Poland's Bundist leader Henryk Ehrlich:
"An eventual Jewish state cannot offer itself as a spiritual center to the Jewish masses of the 'goles' lands, and as a center for immigration (the natural growth alone of the Jewish population of Poland significantly exceeds the absorption capacity of Palestine)... The anti-Semitic Czas [newspaper] opened its columns wide for any topic of the "Duce"; the anti-Semitic Kurier Warszawski transformed Jabotinsky’s book, Di Yidishe Melukhe ["The Jewish State"], into almost the greatest literary event of our time."Di Tsukunft, October 1938
and
In 1933, the Bundist leader Henryk Ehrlich offered a prophetic censure: “If Jewish nationalism, as a general rule, is not bloodthirsty, this is only out of necessity, not virtue; if an appropriate opportunity arose, Jewish nationalism would show its sharp teeth and nails no less than the nationalisms of other nations.”
Ehrlich added: “[Ze’ev] Jabotinsky’s brown-shirt soldiers [the Irgun militia in Palestine and Betar in Europe] are nothing more than a tragicomic caricature of Hitler’s [Sturmabteilung paramilitary organization]. But the only thing missing in order for them to become the same beasts is some muscle strength, some territory, and a political opportunity … No, we are not a chosen people. Our nationalism is just as ugly, just as harmful, and has the same inclination to fascist debauchery as a nationalism of other nations.”

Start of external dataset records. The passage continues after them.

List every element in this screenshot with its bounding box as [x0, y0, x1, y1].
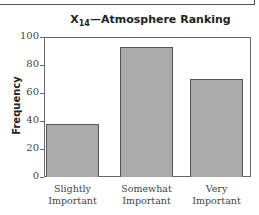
x-tick-label: SomewhatImportant [112, 183, 182, 207]
bar [190, 79, 243, 177]
bar [120, 47, 173, 177]
y-tick-label: 60 [10, 87, 39, 97]
top-border-rule [0, 4, 255, 5]
title-subscript: 14 [79, 19, 90, 28]
y-tick-label: 80 [10, 59, 39, 69]
x-tick-label: SlightlyImportant [38, 183, 108, 207]
chart-title: X14—Atmosphere Ranking [0, 13, 259, 28]
bar [46, 124, 99, 177]
top-border-rule-end [254, 0, 255, 5]
y-tick-label: 100 [10, 31, 39, 41]
x-tick-label-line: Important [112, 195, 182, 207]
x-tick-label-line: Important [38, 195, 108, 207]
x-tick-label-line: Important [182, 195, 252, 207]
title-text: —Atmosphere Ranking [90, 13, 231, 26]
x-tick-label-line: Very [182, 183, 252, 195]
y-tick-label: 20 [10, 143, 39, 153]
y-tick [40, 177, 44, 178]
x-tick-label-line: Slightly [38, 183, 108, 195]
y-tick-label: 40 [10, 115, 39, 125]
title-variable: X [70, 13, 78, 26]
x-tick-label: VeryImportant [182, 183, 252, 207]
y-axis-label: Frequency [11, 76, 22, 136]
y-tick-label: 0 [10, 171, 39, 181]
x-tick-label-line: Somewhat [112, 183, 182, 195]
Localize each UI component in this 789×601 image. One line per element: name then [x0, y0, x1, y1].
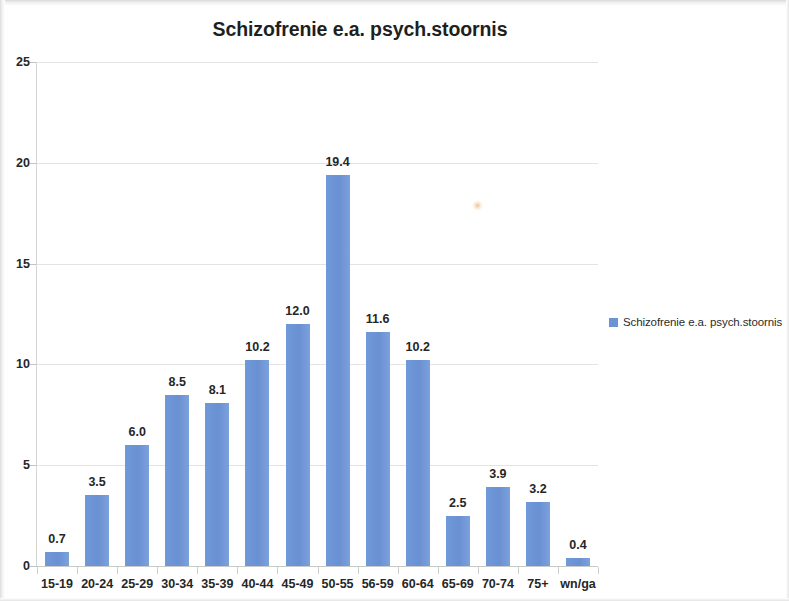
x-axis-label-70-74: 70-74	[478, 577, 518, 591]
x-axis-label-45-49: 45-49	[277, 577, 317, 591]
bar-40-44[interactable]	[245, 360, 269, 566]
x-axis-tick	[37, 567, 38, 574]
bar-value-label: 6.0	[128, 425, 145, 439]
legend-label: Schizofrenie e.a. psych.stoornis	[623, 316, 782, 328]
y-axis: 0510152025	[0, 0, 30, 601]
bar-value-label: 8.1	[209, 383, 226, 397]
bar-56-59[interactable]	[366, 332, 390, 566]
bar-value-label: 10.2	[245, 340, 269, 354]
bar-wn/ga[interactable]	[566, 558, 590, 566]
bar-value-label: 3.5	[88, 475, 105, 489]
y-axis-label-15: 15	[4, 257, 30, 271]
bar-15-19[interactable]	[45, 552, 69, 566]
bar-slot: 2.5	[438, 62, 478, 566]
bar-45-49[interactable]	[286, 324, 310, 566]
bar-slot: 3.5	[77, 62, 117, 566]
x-axis-label-75+: 75+	[518, 577, 558, 591]
x-axis-tick	[518, 567, 519, 574]
x-axis-label-30-34: 30-34	[157, 577, 197, 591]
scanned-page: Schizofrenie e.a. psych.stoornis 0510152…	[0, 0, 789, 601]
bar-slot: 19.4	[318, 62, 358, 566]
bar-value-label: 10.2	[406, 340, 430, 354]
x-axis-tick	[197, 567, 198, 574]
y-axis-label-0: 0	[4, 559, 30, 573]
bar-25-29[interactable]	[125, 445, 149, 566]
bar-35-39[interactable]	[205, 403, 229, 566]
bar-slot: 10.2	[237, 62, 277, 566]
bar-value-label: 0.4	[569, 538, 586, 552]
chart-legend: Schizofrenie e.a. psych.stoornis	[609, 316, 782, 328]
bar-30-34[interactable]	[165, 395, 189, 566]
bar-value-label: 11.6	[366, 312, 390, 326]
x-axis-tick	[237, 567, 238, 574]
x-axis-tick	[277, 567, 278, 574]
bar-value-label: 3.9	[489, 467, 506, 481]
x-axis-label-56-59: 56-59	[358, 577, 398, 591]
bar-slot: 3.2	[518, 62, 558, 566]
bar-slot: 8.1	[197, 62, 237, 566]
bar-value-label: 12.0	[285, 304, 309, 318]
bar-value-label: 8.5	[169, 375, 186, 389]
bar-20-24[interactable]	[85, 495, 109, 566]
bar-value-label: 3.2	[529, 482, 546, 496]
page-border-top	[0, 0, 789, 6]
x-axis-tick	[77, 567, 78, 574]
x-axis-tick	[478, 567, 479, 574]
x-axis-label-25-29: 25-29	[117, 577, 157, 591]
y-axis-label-20: 20	[4, 156, 30, 170]
chart-title: Schizofrenie e.a. psych.stoornis	[120, 18, 600, 41]
x-axis-tick	[438, 567, 439, 574]
bar-50-55[interactable]	[326, 175, 350, 566]
bar-slot: 6.0	[117, 62, 157, 566]
bar-75+[interactable]	[526, 502, 550, 567]
x-axis-label-60-64: 60-64	[398, 577, 438, 591]
y-axis-label-25: 25	[4, 55, 30, 69]
x-axis-tick	[157, 567, 158, 574]
bar-series: 0.73.56.08.58.110.212.019.411.610.22.53.…	[37, 62, 598, 566]
x-axis-label-20-24: 20-24	[77, 577, 117, 591]
bar-slot: 0.7	[37, 62, 77, 566]
x-axis-tick	[398, 567, 399, 574]
y-axis-label-5: 5	[4, 458, 30, 472]
bar-slot: 10.2	[398, 62, 438, 566]
x-axis-ticks	[37, 567, 598, 574]
bar-65-69[interactable]	[446, 516, 470, 566]
x-axis-label-15-19: 15-19	[37, 577, 77, 591]
bar-slot: 3.9	[478, 62, 518, 566]
bar-60-64[interactable]	[406, 360, 430, 566]
x-axis-label-35-39: 35-39	[197, 577, 237, 591]
x-axis-labels: 15-1920-2425-2930-3435-3940-4445-4950-55…	[37, 577, 598, 591]
x-axis-tick	[358, 567, 359, 574]
legend-swatch-icon	[609, 318, 618, 327]
bar-slot: 11.6	[358, 62, 398, 566]
bar-value-label: 2.5	[449, 496, 466, 510]
x-axis-tick	[558, 567, 559, 574]
x-axis-tick	[598, 567, 599, 574]
bar-slot: 12.0	[277, 62, 317, 566]
bar-value-label: 0.7	[48, 532, 65, 546]
bar-slot: 0.4	[558, 62, 598, 566]
x-axis-tick	[117, 567, 118, 574]
x-axis-tick	[318, 567, 319, 574]
x-axis-label-50-55: 50-55	[318, 577, 358, 591]
bar-70-74[interactable]	[486, 487, 510, 566]
bar-slot: 8.5	[157, 62, 197, 566]
bar-value-label: 19.4	[325, 155, 349, 169]
y-axis-label-10: 10	[4, 357, 30, 371]
x-axis-label-65-69: 65-69	[438, 577, 478, 591]
x-axis-label-40-44: 40-44	[237, 577, 277, 591]
x-axis-label-wn/ga: wn/ga	[558, 577, 598, 591]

Quoted in The Guardian from Molly Crabapple who sources Ehrlich's "We are Not the Chosen People”, Ehrlich's 1933 essay:
Factoid: "[Simon] Dubnow’s daughter and Erlich’s wife, Sophia Dubnow Erlich, was once courted by Ze’ev Jabotinsky."
And how did Ehrlich end his life?
Here:-
Following the outbreak of World War II, Erlich left Warsaw, as did many other Jewish public figures. Jewish Communists denounced him to the Soviet authorities in October 1939; Alter was arrested as well. Erlich was imprisoned and interrogated for two years, and was forced to write a long and comprehensive essay on the activities of the Polish Bund in which he provided a host of information on the operations of the party’s institutions. In August 1941 he was sentenced to death for participating in anti-Soviet activities, but a few weeks later the sentence was commuted to a 10-year jail term, and immediately after that he was released from prison...For about three months in 1941, Erlich was involved in setting up what eventually became the Jewish Anti-Fascist Committee. The Soviet leadership viewed this committee as an important propaganda vehicle for gaining support among Western Jews, especially Jewish workers’ organizations, for Soviet war efforts against the Germans. Erlich, however, wanted the organization to have a wider scope, and wished to unite Jewish socialist groups from around the world, including the Polish Jewish Underground, to form a political bloc against Nazism. This goal worried the Soviet authorities, who were especially suspicious of the independent channels that Erlich and Alter established with British diplomats stationed in the Soviet Union. In October 1941, Erlich and Alter were rearrested. For a second time, Erlich endured harsh interrogations, which severely affected his health. Bund activists in New York and London made untiring but futile efforts to discover their fate. On 15 May 1942, a drained, tired, and ailing Henryk Erlich ended his life by hanging himself from the bars in his Kuibyshev (mod. Samara) jail cell. An official notice of his death was not published by the Soviet leadership until February 1943.